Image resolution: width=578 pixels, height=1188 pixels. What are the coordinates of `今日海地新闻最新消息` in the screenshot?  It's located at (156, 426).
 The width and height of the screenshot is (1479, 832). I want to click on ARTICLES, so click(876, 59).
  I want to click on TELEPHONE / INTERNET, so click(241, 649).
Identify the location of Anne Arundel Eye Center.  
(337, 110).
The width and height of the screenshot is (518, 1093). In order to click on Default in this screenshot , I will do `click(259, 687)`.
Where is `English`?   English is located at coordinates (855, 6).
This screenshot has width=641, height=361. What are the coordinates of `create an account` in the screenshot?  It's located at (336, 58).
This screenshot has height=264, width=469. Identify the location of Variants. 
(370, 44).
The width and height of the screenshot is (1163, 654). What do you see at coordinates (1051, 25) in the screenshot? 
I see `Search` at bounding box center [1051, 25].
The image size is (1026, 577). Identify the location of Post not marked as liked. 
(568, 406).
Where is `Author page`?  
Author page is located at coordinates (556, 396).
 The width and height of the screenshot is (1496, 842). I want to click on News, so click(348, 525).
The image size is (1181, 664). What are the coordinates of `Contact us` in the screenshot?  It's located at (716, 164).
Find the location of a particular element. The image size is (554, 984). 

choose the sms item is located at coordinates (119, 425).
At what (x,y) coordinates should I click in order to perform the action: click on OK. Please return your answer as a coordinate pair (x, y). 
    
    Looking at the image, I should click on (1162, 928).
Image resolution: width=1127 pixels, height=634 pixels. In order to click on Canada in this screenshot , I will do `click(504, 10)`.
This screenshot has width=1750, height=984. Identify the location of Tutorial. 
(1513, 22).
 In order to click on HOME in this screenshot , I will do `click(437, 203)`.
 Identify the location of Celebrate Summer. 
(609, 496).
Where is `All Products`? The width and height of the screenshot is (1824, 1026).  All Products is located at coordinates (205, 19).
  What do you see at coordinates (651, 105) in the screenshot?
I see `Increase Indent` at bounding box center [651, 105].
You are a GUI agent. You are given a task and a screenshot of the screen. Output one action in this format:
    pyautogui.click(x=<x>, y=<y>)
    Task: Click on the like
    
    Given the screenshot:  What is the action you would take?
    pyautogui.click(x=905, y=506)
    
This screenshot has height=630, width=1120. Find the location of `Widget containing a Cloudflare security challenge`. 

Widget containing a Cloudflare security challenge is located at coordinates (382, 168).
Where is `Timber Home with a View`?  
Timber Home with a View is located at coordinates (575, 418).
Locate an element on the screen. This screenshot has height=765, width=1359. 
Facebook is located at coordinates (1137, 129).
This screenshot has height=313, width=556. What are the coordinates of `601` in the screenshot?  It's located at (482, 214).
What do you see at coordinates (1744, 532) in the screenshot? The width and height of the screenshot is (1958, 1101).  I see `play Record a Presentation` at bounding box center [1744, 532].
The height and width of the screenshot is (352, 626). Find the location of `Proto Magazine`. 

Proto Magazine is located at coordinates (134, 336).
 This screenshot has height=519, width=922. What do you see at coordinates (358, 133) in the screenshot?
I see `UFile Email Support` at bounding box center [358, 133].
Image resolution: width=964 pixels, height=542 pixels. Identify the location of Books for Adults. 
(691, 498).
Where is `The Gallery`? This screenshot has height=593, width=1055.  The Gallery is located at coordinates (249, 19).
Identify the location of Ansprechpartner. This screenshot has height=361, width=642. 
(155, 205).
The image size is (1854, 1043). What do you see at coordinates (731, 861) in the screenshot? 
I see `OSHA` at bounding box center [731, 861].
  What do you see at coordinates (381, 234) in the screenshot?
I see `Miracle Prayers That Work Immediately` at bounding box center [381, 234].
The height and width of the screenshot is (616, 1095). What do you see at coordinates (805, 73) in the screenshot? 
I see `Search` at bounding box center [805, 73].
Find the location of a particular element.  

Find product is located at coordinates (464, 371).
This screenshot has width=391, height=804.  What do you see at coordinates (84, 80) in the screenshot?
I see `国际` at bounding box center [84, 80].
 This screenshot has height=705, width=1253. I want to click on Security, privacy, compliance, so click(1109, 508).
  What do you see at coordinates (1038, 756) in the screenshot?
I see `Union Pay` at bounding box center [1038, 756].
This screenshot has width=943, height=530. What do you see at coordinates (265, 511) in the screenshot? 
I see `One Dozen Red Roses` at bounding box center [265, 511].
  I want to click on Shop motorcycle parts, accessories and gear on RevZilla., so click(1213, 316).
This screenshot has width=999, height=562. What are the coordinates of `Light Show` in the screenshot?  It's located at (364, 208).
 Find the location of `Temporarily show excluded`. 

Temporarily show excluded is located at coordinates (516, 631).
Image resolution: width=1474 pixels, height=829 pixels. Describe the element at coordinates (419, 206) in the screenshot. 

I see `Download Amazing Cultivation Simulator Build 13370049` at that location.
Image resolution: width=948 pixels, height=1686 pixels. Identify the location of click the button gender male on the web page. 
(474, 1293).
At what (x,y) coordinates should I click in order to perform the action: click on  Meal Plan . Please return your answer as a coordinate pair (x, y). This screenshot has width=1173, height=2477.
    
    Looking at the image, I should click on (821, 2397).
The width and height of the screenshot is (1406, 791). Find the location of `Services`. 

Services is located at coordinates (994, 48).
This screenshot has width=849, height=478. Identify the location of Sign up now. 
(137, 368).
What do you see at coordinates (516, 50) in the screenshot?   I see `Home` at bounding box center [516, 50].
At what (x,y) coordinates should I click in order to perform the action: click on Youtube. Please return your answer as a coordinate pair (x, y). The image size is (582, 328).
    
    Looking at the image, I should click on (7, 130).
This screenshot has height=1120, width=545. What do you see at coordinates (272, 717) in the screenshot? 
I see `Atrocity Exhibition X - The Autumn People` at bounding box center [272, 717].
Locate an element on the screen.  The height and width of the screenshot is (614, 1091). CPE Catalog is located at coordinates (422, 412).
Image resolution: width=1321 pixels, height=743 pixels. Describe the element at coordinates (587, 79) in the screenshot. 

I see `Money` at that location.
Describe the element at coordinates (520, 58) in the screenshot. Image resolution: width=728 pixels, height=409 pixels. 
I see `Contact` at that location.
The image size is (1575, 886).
++++
▸ **WHAT THE TASK REQUIRES**: Only the lines from the one with "What do you see at coordinates (516, 50)" through the end of the material are wanted; copy them exactly, both ends included.

▸ **RESPONSE TO THIS EXERCISE**:
What do you see at coordinates (516, 50) in the screenshot?   I see `Home` at bounding box center [516, 50].
At what (x,y) coordinates should I click in order to perform the action: click on Youtube. Please return your answer as a coordinate pair (x, y). The image size is (582, 328).
    
    Looking at the image, I should click on (7, 130).
This screenshot has height=1120, width=545. What do you see at coordinates (272, 717) in the screenshot? 
I see `Atrocity Exhibition X - The Autumn People` at bounding box center [272, 717].
Locate an element on the screen.  The height and width of the screenshot is (614, 1091). CPE Catalog is located at coordinates (422, 412).
Image resolution: width=1321 pixels, height=743 pixels. Describe the element at coordinates (587, 79) in the screenshot. 

I see `Money` at that location.
Describe the element at coordinates (520, 58) in the screenshot. Image resolution: width=728 pixels, height=409 pixels. 
I see `Contact` at that location.
The image size is (1575, 886).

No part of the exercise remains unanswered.